As Live Science explains, white noise is a combination of all the sound frequencies humans can hear—about 20 to 20,000 hertz—played at the same amplitude. Frequency, which essentially describes how many times a wave repeats itself per second, determines how high- or low-pitched a sound is. Amplitude, or the height of each wave, corresponds to volume. Picture a piano with a separate key for every single pitch a human can hear; if you could hit all those keys repeatedly with exactly the same force (so no single key was louder than another), you’d have something akin to white noise.

Pink Noise vs. White Noise vs. Brown Noise

White noise is so named because it’s basically the aural equivalent of the color white, which is a combination of all the light wavelengths humans can see. But it’s not the only colored noise out there.

Even though every frequency in white noise has the same amplitude, the human brain is known to be more attuned to higher frequencies—so higher-pitched sounds in white noise may seem slightly louder than their low-pitched counterparts. In other words, some people might think white noise sounds too tinny or whiny to be soothing. So audio engineers have created a variety of other types of noise that help mute that effect.

Pink noise is also a combination of all audible frequencies, but the amplitudes of the frequencies decrease as the frequencies increase. The result is a deeper, softer stream of noise that sounds a little like a rainstorm. The amplitudes in brown noise are lowered even more, giving it a bassy, rumbling tone. Brown noise, by the way, has nothing to do with the color—its namesake is Robert Brown, a 19th-century Scottish botanist who studied the random, ceaseless motion of microscopic particles. (That motion is known as “Brownian motion,” and brown noise is also sometimes called “Brownian noise.”)

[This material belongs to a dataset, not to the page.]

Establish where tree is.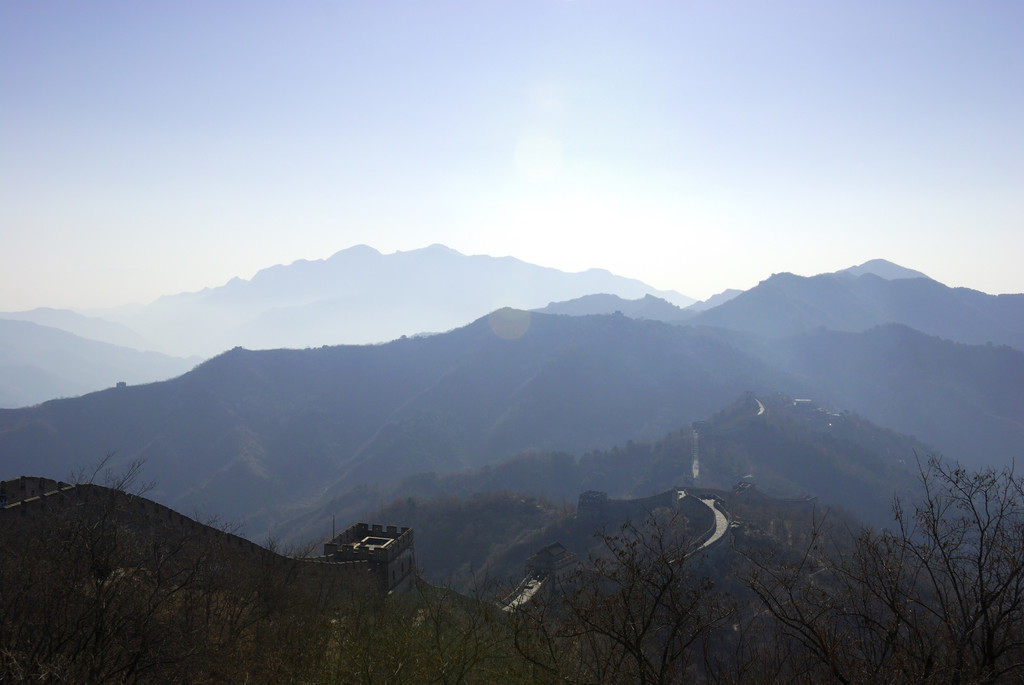
Established at left=793, top=386, right=1012, bottom=671.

Can White Noise Really Help You Sleep?

While some small studies have suggested that white noise (or other colored noises) can help you drift off to dream land and stay there, it really depends on the person. “Biologically, you don’t need this [sound] to sleep,” Michael Grandner, director of the University of Arizona’s Sleep and Health Research Program, told TIME. “And if you use it every night, you can get so used to it that you can’t sleep without it.”

That said, white noise can definitely help block out other sounds that wake you up or keep you from falling asleep in the first place. As the Sleep Foundation explains, the reason a creaky stair or car alarm might cause you to stir is less about how loud that sound is and more about how sudden or inconsistent it is. Since white noise is continuous—and incorporates all detectable frequencies already—other sounds get lost in it.